The uprising and down fall of

OCTeamDenmark

Initially when I heard about the concept and thoughts behind a national overclocking team only the group name had been decided upon. The name was the brain child of Oliver Andersen and Peter “Nosferatu” Kirk, who were both, like myself, regular overclockers on Hardware-Test.

Gruppens logo, som jeg lavede i 2007

I personally met both of them, and David Tranberg, at some benchmark meetings held shortly there after, and we immidiately hit it off together and agreed to establish OCTeamDenmark.

At the time, our idea was to have a group of overclockers with the intention of spreading the knowledge of overclocking in Denmark – and a forum devoted to extreme cooling, where the international overclocking community could also see what we were capable of.

The group quickly got under way. David delivered proper webhosting and I spent almost every waking hour with the development of the site using vBulletin and vbAdvanced software. At the same time Oliver and Peter were hyping the site in their signatures and keeping our forum alive with relevant regular updates.

Although everything kicked off with the best possible conditions for success, soon it became clear that only three of us were investing an awful lot of time in the project. Thus we parted ways with David, who was properly excused due to his professional work loads.

Before long, Oliver’s efforts were also insufficient and while I didn’t agree, suddenly we were only two guys left spearheading the community.

OCTeamDenmark survived major controversies at the beginning of the its lifetime, and after about a year I was simply tired of having to spend most of my time developing both website and forum, without having time to overclock. On top of that I was also increasingly dissatisfied with having to exert “corporate” damage control on the internal forum.

Ultimately I finished my commitment with OCTeamDenmark in the summer of 2008, when it became obvious to me that I had chosen the wrong partner for our project. Thus I have no further affiliation to the group – other than being one of the original four founders.

Since my departure the group has increasingly moved away from its initial concept and is now a heavily restricted members-only club, which promotes itself as the best this country has on offer, keeping all findings to itself as well as having seized its efforts to expand the knowledge of overclocking in Denmark.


Aim of the task:
How many lines in these records hold the string "location"? Reply with the number alone.

=== Records shown ===

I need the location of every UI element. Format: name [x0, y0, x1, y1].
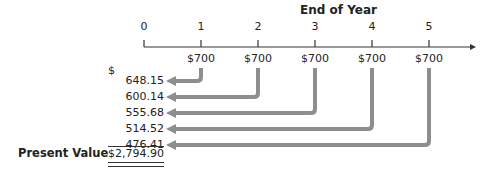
- period-label-1: 1: [191, 20, 211, 33]
- present-value-label: Present Value: [18, 146, 108, 160]
- period-label-3: 3: [305, 20, 325, 33]
- present-value-3: 555.68: [104, 106, 164, 119]
- cash-flow-1: $700: [181, 52, 221, 65]
- cash-flow-5: $700: [409, 52, 449, 65]
- axis-title: End of Year: [300, 3, 377, 17]
- cash-flow-2: $700: [238, 52, 278, 65]
- period-label-5: 5: [419, 20, 439, 33]
- cash-flow-4: $700: [352, 52, 392, 65]
- period-label-0: 0: [134, 20, 154, 33]
- present-value-4: 514.52: [104, 122, 164, 135]
- present-value-2: 600.14: [104, 90, 164, 103]
- period-label-4: 4: [362, 20, 382, 33]
- period-label-2: 2: [248, 20, 268, 33]
- double-underline: [108, 162, 164, 167]
- present-value-total: $2,794.90: [108, 146, 164, 160]
- present-value-1: 648.15: [104, 74, 164, 87]
- cash-flow-3: $700: [295, 52, 335, 65]
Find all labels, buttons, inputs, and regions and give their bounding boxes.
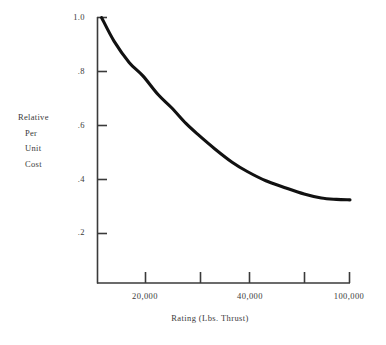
y-axis-ticks: [97, 18, 107, 234]
plot-area: [0, 0, 386, 345]
x-axis-ticks: [146, 272, 350, 283]
chart-figure: Relative Per Unit Cost 1.0 .8 .6 .4 .2 2…: [0, 0, 386, 345]
cost-curve: [102, 18, 350, 200]
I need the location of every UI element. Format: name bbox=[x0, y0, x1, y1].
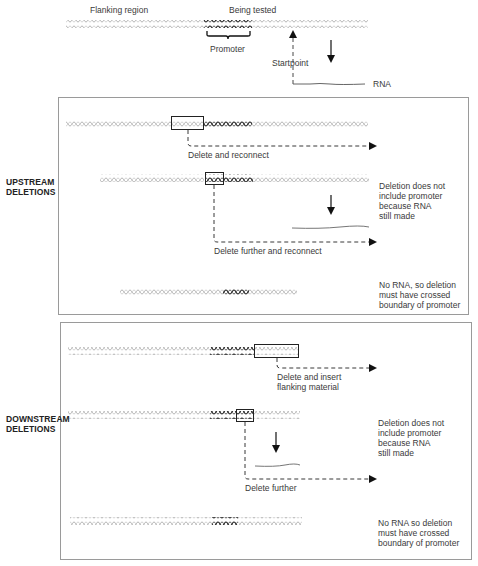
downstream-row1-flank-right bbox=[254, 347, 298, 355]
upstream-step1-label: Delete and reconnect bbox=[188, 150, 269, 160]
transcription-arrow-icon bbox=[327, 55, 335, 63]
upstream-note-rna-made: Deletion does not include promoter becau… bbox=[379, 181, 445, 221]
promoter-dna bbox=[204, 20, 252, 28]
downstream-row2-dashed-arrow bbox=[245, 422, 372, 479]
downstream-note-rna-made: Deletion does not include promoter becau… bbox=[378, 418, 444, 458]
upstream-row1-flank-right bbox=[252, 119, 368, 127]
downstream-note-no-rna: No RNA so deletion must have crossed bou… bbox=[378, 518, 459, 548]
upstream-row3-flank-left bbox=[120, 287, 223, 295]
upstream-row2-flank-right bbox=[253, 174, 369, 182]
downstream-row2-flank-left bbox=[68, 411, 210, 419]
upstream-row2-dashed-arrow bbox=[214, 185, 372, 242]
downstream-row1-flank-left bbox=[68, 347, 210, 355]
upstream-row1-promoter bbox=[204, 119, 252, 127]
upstream-note-no-rna: No RNA, so deletion must have crossed bo… bbox=[379, 280, 460, 310]
upstream-row1-flank-left bbox=[66, 119, 204, 127]
promoter-brace bbox=[207, 31, 250, 39]
upstream-row3-flank-right bbox=[249, 287, 297, 295]
downstream-deletions-heading: DOWNSTREAM DELETIONS bbox=[6, 414, 70, 434]
downstream-row1-dashed-arrow bbox=[277, 358, 372, 368]
downstream-row1-arrowhead-icon bbox=[369, 364, 377, 372]
rna-line bbox=[293, 84, 365, 85]
upstream-row1-dashed-arrow bbox=[188, 130, 372, 146]
upstream-row2-down-arrow-icon bbox=[327, 207, 335, 215]
startpoint-arrow-icon bbox=[289, 30, 297, 38]
downstream-row1-promoter bbox=[210, 347, 254, 355]
downstream-row2-promoter bbox=[210, 411, 254, 419]
downstream-row2-rna-line bbox=[255, 464, 300, 466]
reference-dna bbox=[66, 20, 368, 28]
startpoint-label: Startpoint bbox=[272, 58, 308, 68]
being-tested-label: Being tested bbox=[229, 5, 276, 15]
upstream-row2-promoter bbox=[205, 174, 253, 182]
downstream-row2-flank-right bbox=[254, 411, 300, 419]
upstream-row2-rna-line bbox=[292, 226, 369, 228]
upstream-row2-flank-left bbox=[100, 174, 204, 182]
downstream-row3-flank-left bbox=[70, 517, 212, 525]
flanking-region-label: Flanking region bbox=[90, 5, 148, 15]
downstream-step1-label: Delete and insert flanking material bbox=[277, 372, 341, 392]
rna-label: RNA bbox=[373, 79, 391, 89]
downstream-row2-arrowhead-icon bbox=[369, 475, 377, 483]
downstream-row2-down-arrow-icon bbox=[272, 445, 280, 453]
flanking-dna-right bbox=[252, 20, 368, 28]
downstream-step2-label: Delete further bbox=[245, 483, 297, 493]
downstream-row3-promoter bbox=[212, 517, 238, 525]
flanking-dna-left bbox=[66, 20, 204, 28]
upstream-row3-promoter bbox=[223, 287, 249, 295]
upstream-step2-label: Delete further and reconnect bbox=[214, 246, 322, 256]
upstream-row2-arrowhead-icon bbox=[369, 238, 377, 246]
downstream-row3-flank-right bbox=[238, 517, 302, 525]
promoter-label: Promoter bbox=[210, 44, 245, 54]
upstream-row1-arrowhead-icon bbox=[369, 142, 377, 150]
upstream-deletions-heading: UPSTREAM DELETIONS bbox=[6, 177, 56, 197]
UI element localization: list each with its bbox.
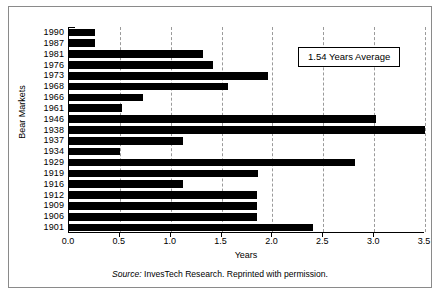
y-tick-label: 1981 [10, 49, 64, 60]
bar [69, 61, 213, 69]
bar [69, 94, 143, 102]
x-tick-label: 3.5 [418, 236, 431, 246]
x-tick-label: 0.0 [62, 236, 75, 246]
y-tick-label: 1990 [10, 27, 64, 38]
bar [69, 180, 183, 188]
source-text: InvesTech Research. Reprinted with permi… [142, 269, 328, 279]
x-tick-mark [322, 233, 323, 237]
x-axis-title: Years [68, 250, 424, 260]
y-tick-label: 1906 [10, 211, 64, 222]
y-tick-label: 1909 [10, 200, 64, 211]
y-tick-label: 1919 [10, 168, 64, 179]
y-tick-label: 1946 [10, 114, 64, 125]
x-tick-mark [170, 233, 171, 237]
x-tick-mark [221, 233, 222, 237]
y-tick-label: 1937 [10, 135, 64, 146]
x-tick-label: 2.0 [265, 236, 278, 246]
source-prefix: Source: [112, 269, 142, 279]
bar [69, 191, 257, 199]
y-tick-label: 1938 [10, 125, 64, 136]
x-tick-label: 0.5 [113, 236, 126, 246]
bar-row [69, 81, 424, 92]
bar-row [69, 179, 424, 190]
bar [69, 50, 203, 58]
average-annotation-box: 1.54 Years Average [298, 47, 400, 67]
y-tick-label: 1901 [10, 222, 64, 233]
bar-row [69, 114, 424, 125]
bar [69, 126, 425, 134]
x-tick-mark [271, 233, 272, 237]
y-tick-label: 1929 [10, 157, 64, 168]
bar-row [69, 92, 424, 103]
source-note: Source: InvesTech Research. Reprinted wi… [9, 269, 431, 279]
y-tick-label: 1968 [10, 81, 64, 92]
bar-row [69, 157, 424, 168]
x-tick-label: 2.5 [316, 236, 329, 246]
bar [69, 104, 122, 112]
bar-row [69, 168, 424, 179]
bar [69, 83, 228, 91]
bar-row [69, 135, 424, 146]
bar-row [69, 103, 424, 114]
y-tick-label: 1961 [10, 103, 64, 114]
x-tick-mark [373, 233, 374, 237]
bar-row [69, 70, 424, 81]
bar-row [69, 190, 424, 201]
chart-figure: Bear Markets 199019871981197619731968196… [8, 6, 432, 288]
bar [69, 202, 257, 210]
bar-row [69, 146, 424, 157]
bar-row [69, 27, 424, 38]
bar [69, 213, 257, 221]
bar [69, 29, 95, 37]
x-tick-label: 1.0 [163, 236, 176, 246]
bar-row [69, 125, 424, 136]
y-tick-label: 1916 [10, 179, 64, 190]
bar [69, 224, 313, 232]
bar-row [69, 222, 424, 233]
gridline [425, 27, 426, 232]
y-tick-label: 1934 [10, 146, 64, 157]
bar [69, 115, 376, 123]
y-tick-label: 1976 [10, 60, 64, 71]
bar [69, 159, 355, 167]
bar-row [69, 211, 424, 222]
x-tick-label: 3.0 [367, 236, 380, 246]
bar [69, 148, 120, 156]
bar [69, 72, 268, 80]
y-axis-tick-labels: 1990198719811976197319681966196119461938… [9, 27, 64, 233]
x-tick-mark [119, 233, 120, 237]
bar [69, 39, 95, 47]
y-tick-label: 1966 [10, 92, 64, 103]
bar-row [69, 200, 424, 211]
x-tick-label: 1.5 [214, 236, 227, 246]
y-tick-label: 1973 [10, 70, 64, 81]
bar [69, 170, 258, 178]
y-tick-label: 1912 [10, 190, 64, 201]
x-axis-tick-labels: 0.00.51.01.52.02.53.03.5 [68, 236, 424, 250]
y-tick-label: 1987 [10, 38, 64, 49]
bar [69, 137, 183, 145]
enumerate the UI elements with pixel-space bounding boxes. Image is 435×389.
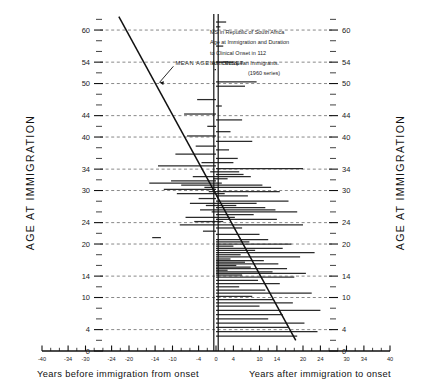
y-tick-label-right: 34 (342, 165, 350, 174)
y-tick-label-right: 0 (342, 347, 346, 356)
y-tick-label-right: 40 (342, 133, 350, 142)
x-axis-title-left: Years before immigration from onset (37, 369, 199, 379)
y-tick-label-right: 44 (342, 111, 350, 120)
x-tick-label: -10 (168, 356, 176, 362)
x-tick-label: 34 (361, 356, 367, 362)
chart-title-line: (1960 series) (248, 70, 280, 76)
immigration-onset-chart: -40-34-30-24-20-14-10-404101420243034400… (0, 0, 435, 389)
y-tick-label-left: 40 (82, 133, 90, 142)
chart-root: -40-34-30-24-20-14-10-404101420243034400… (0, 0, 435, 389)
y-tick-label-right: 30 (342, 186, 350, 195)
x-tick-label: -20 (125, 356, 133, 362)
x-tick-label: -40 (38, 356, 46, 362)
y-tick-label-right: 54 (342, 58, 350, 67)
y-tick-label-left: 14 (82, 272, 90, 281)
x-tick-label: 14 (274, 356, 280, 362)
chart-title-line: to Clinical Onset in 112 (210, 50, 266, 56)
y-tick-label-right: 50 (342, 79, 350, 88)
y-axis-title-left: AGE AT IMMIGRATION (24, 115, 36, 250)
y-tick-label-left: 20 (82, 240, 90, 249)
x-tick-label: 10 (256, 356, 262, 362)
y-tick-label-right: 24 (342, 218, 350, 227)
y-axis-title-right: AGE AT IMMIGRATION (394, 115, 406, 250)
y-tick-label-right: 60 (342, 26, 350, 35)
y-tick-label-right: 14 (342, 272, 350, 281)
x-tick-label: 20 (300, 356, 306, 362)
y-tick-label-left: 30 (82, 186, 90, 195)
y-tick-label-right: 20 (342, 240, 350, 249)
x-tick-label: 40 (387, 356, 393, 362)
y-tick-label-left: 10 (82, 293, 90, 302)
y-tick-label-left: 34 (82, 165, 90, 174)
y-tick-label-left: 24 (82, 218, 90, 227)
y-tick-label-left: 54 (82, 58, 90, 67)
chart-title-line: Age at Immigration and Duration (210, 39, 289, 45)
y-tick-label-left: 0 (86, 347, 90, 356)
x-tick-label: -4 (196, 356, 201, 362)
x-tick-label: -30 (81, 356, 89, 362)
mean-age-annotation-label: MEAN AGE AT ONSET (175, 60, 244, 66)
x-tick-label: -14 (151, 356, 159, 362)
chart-title-line: MS in Republic of South Africa (210, 29, 285, 35)
y-tick-label-left: 4 (86, 325, 90, 334)
x-tick-label: 30 (343, 356, 349, 362)
x-tick-label: 4 (232, 356, 235, 362)
y-tick-label-left: 44 (82, 111, 90, 120)
x-tick-label: -24 (108, 356, 116, 362)
x-tick-label: 24 (317, 356, 323, 362)
y-tick-label-left: 60 (82, 26, 90, 35)
x-axis-title-right: Years after immigration to onset (249, 369, 391, 379)
x-tick-label: -34 (64, 356, 72, 362)
mean-age-leader-line (159, 66, 173, 82)
y-tick-label-right: 4 (342, 325, 346, 334)
x-tick-label: 0 (214, 356, 217, 362)
y-tick-label-left: 50 (82, 79, 90, 88)
y-tick-label-right: 10 (342, 293, 350, 302)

===

Response area:
2